Sunday, July 04, 2010

British Treasury "Brace for 40% Cuts"

Well, if the United Kingdom wasn't in a depression before, it'll certainly be in one after this goes down.


Cabinet ministers have been ordered by the Treasury to plan for unprecedented cuts of 40% in their departmental budgets as the coalition widens the scope of its four-year austerity drive.
The eye-watering demand from the chief secretary to the Treasury, Danny Alexander, was sent this weekend to cabinet colleagues ahead of a week in which ministers will step up emergency cost-cutting across the public sector.

The only departments not included in the Treasury trawl will be health and international development, which have been "ringfenced" for the current parliament. Education and defence will also escape lightly. Alexander has told the education secretary, Michael Gove, and the defence secretary, Liam Fox, to plan for two scenarios – cuts to budgets of 10% at best and 20% at worst over four years. All other departments – including the Home Office, the Department for Work and Pensions and the Department for Transport – have been ordered to produce plans showing the impact of cuts of 25%, and at worst 40%.
Let us remember that this is all in the service of a complete fantasy: the idea that the invisible bond vigilantes will come in and punish the Sterling unless they try to fix budget issues that may hit 30 years from now IN THE MIDDLE OF A DEPRESSION.
(But, of course, Defense will remain untouched.  Since that's just how it works.)

The rich will become richer, and the poor will become desperate. Hell, they'll become homeless:


Ministers were also warned last night that the number of people classed as homeless in Britain could more than double because of "unfair" benefit cuts.
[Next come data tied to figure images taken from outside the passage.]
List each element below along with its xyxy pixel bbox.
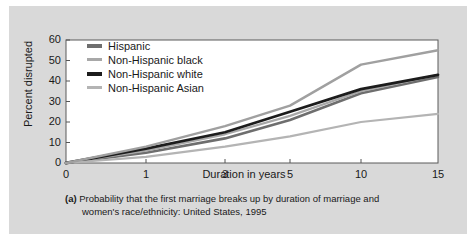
legend-label: Non-Hispanic white <box>108 68 203 80</box>
chart-legend: HispanicNon-Hispanic blackNon-Hispanic w… <box>87 39 204 95</box>
line-chart-plot <box>9 6 467 186</box>
legend-swatch <box>87 72 102 76</box>
legend-label: Non-Hispanic black <box>108 54 203 66</box>
legend-label: Non-Hispanic Asian <box>108 82 204 94</box>
y-tick-label: 50 <box>35 55 61 66</box>
legend-label: Hispanic <box>108 40 150 52</box>
caption-line-1: Probability that the first marriage brea… <box>79 193 379 204</box>
y-tick-label: 40 <box>35 75 61 86</box>
caption-line-2: women's race/ethnicity: United States, 1… <box>65 205 425 218</box>
legend-swatch <box>87 44 102 48</box>
figure-panel: 0102030405060 01351015 Percent disrupted… <box>9 6 467 234</box>
legend-item: Non-Hispanic Asian <box>87 81 204 94</box>
chart-area: 0102030405060 01351015 Percent disrupted… <box>9 6 467 186</box>
caption-tag: (a) <box>65 193 77 204</box>
x-axis-title: Duration in years <box>49 168 439 180</box>
y-tick-label: 10 <box>35 137 61 148</box>
figure-caption: (a) Probability that the first marriage … <box>65 192 425 218</box>
legend-item: Non-Hispanic black <box>87 53 204 66</box>
y-tick-label: 30 <box>35 96 61 107</box>
y-tick-label: 60 <box>35 34 61 45</box>
legend-item: Hispanic <box>87 39 204 52</box>
y-axis-title: Percent disrupted <box>22 29 34 139</box>
legend-swatch <box>87 86 102 89</box>
y-tick-label: 20 <box>35 116 61 127</box>
legend-swatch <box>87 58 102 61</box>
legend-item: Non-Hispanic white <box>87 67 204 80</box>
y-tick-label: 0 <box>35 157 61 168</box>
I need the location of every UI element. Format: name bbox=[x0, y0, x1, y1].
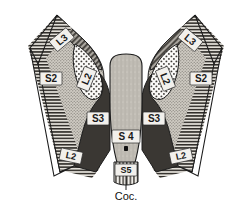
coccyx-caption: Coc. bbox=[115, 190, 138, 202]
label-s3-right: S3 bbox=[143, 112, 165, 125]
label-s2-left: S2 bbox=[40, 72, 62, 85]
label-s3-left: S3 bbox=[87, 112, 109, 125]
label-s3-right-text: S3 bbox=[148, 113, 161, 124]
label-s4-center: S 4 bbox=[112, 130, 140, 143]
label-s5-coccyx: S5 bbox=[115, 164, 137, 176]
label-s2-right-text: S2 bbox=[195, 73, 208, 84]
label-s3-left-text: S3 bbox=[92, 113, 105, 124]
sacral-dermatome-diagram: L3 L3 S2 S2 L2 L2 S3 bbox=[0, 0, 252, 207]
label-l2-band-left-text: L2 bbox=[65, 150, 77, 162]
label-s2-left-text: S2 bbox=[45, 73, 58, 84]
label-l2-band-right-text: L2 bbox=[175, 150, 187, 162]
label-s4-center-text: S 4 bbox=[118, 131, 133, 142]
midline-dot-marker bbox=[124, 146, 128, 151]
label-s5-coccyx-text: S5 bbox=[120, 165, 131, 175]
label-s2-right: S2 bbox=[190, 72, 212, 85]
anatomical-figure: L3 L3 S2 S2 L2 L2 S3 bbox=[0, 0, 252, 207]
The National Housing Federation, the body representing England's 1,200 not-for-profit housing associations, predicts that impending cuts to housing benefit will put a further 200,000 people at grave risk of homelessness and lead to a concentration of social problems in the most deprived areas of the country. Currently 140,000 people are classified as homeless in Britain.
Great. It's Dickensian England with iPads. Everything old is (horribly) new again.